At times, we think small. We think God is not able to bless. We develop an orphan mindset. We feel abandoned by our Heavenly Father. Some people even live with a slave mindset. God wants us to break that off.
We’re each living the most exciting life in the entire world because we’re following the Master, the “El Shaddai,” the all-powerful ruler and king. We all have today what the rich young ruler passed up. We have what he couldn’t fathom. We’re living through a pandemic, sure, and yet we’re living through it with the all-sufficient God.
It’s time to focus on what God has in His hands, not on what is in your hand. Ask God for every small thing you need. Don’t be afraid to name it. Let go of some of what you have, and live generously in order to move into what God has for your life. And get into God’s Word so your mind can let go of a poverty mindset and embrace God’s abundance, God’s power, and God’s strength. There is no lack in our God who is all-sufficient.
The truth has never changed. God is good. And God is great.
Dr. William M. Wilson is the president of Oral Roberts University (ORU) in Tulsa, Oklahoma. Dr. Wilson is instrumental in developing Spirit-empowered leaders through whole person education to impact the world. He is known as a global influencer and a dynamic speaker with four decades of executive leadership experience. Wilson’s weekly television program, “World Impact with Dr. Billy Wilson” has been inspiring viewers in over 150 nations and multiple languages since 1998.
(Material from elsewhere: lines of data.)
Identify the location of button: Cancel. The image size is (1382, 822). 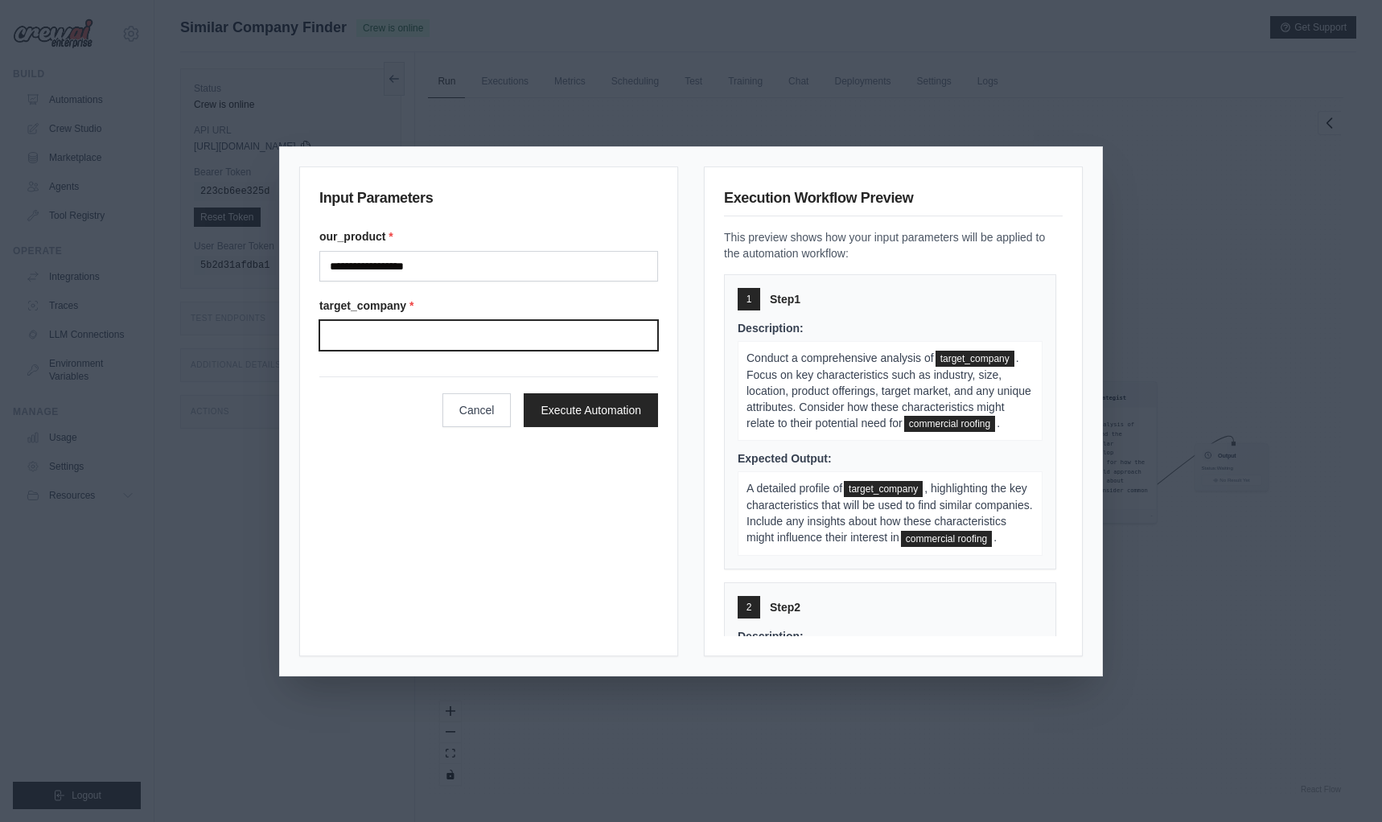
(477, 410).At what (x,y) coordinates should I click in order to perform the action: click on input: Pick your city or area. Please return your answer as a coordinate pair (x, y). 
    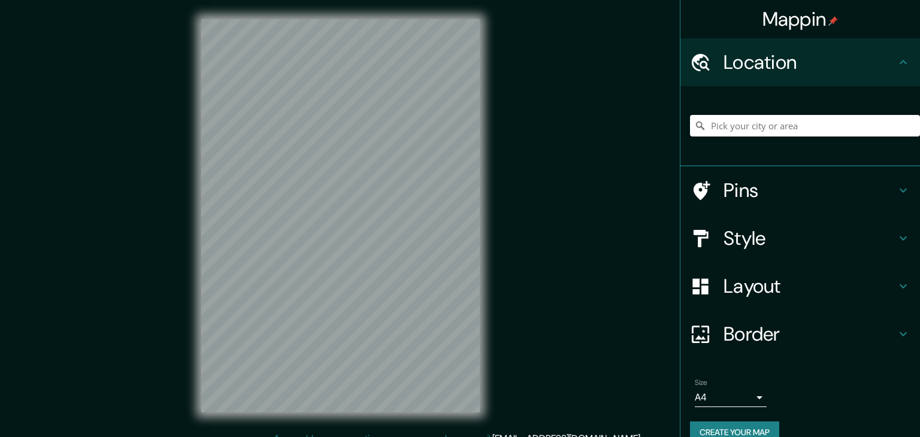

As Global Co-chair of Empowered21, which attracts Spirit-empowered principals from ministry, academics, and next-generation voices. Wilson is the Chair of the historic Pentecostal World Fellowship and holds leadership positions with the National Association of Evangelicals, Mission America Coalition, International Christian Embassy Jerusalem, American Association of Presidents of Independent Colleges and Universities, and the City of Tulsa Chamber of Commerce.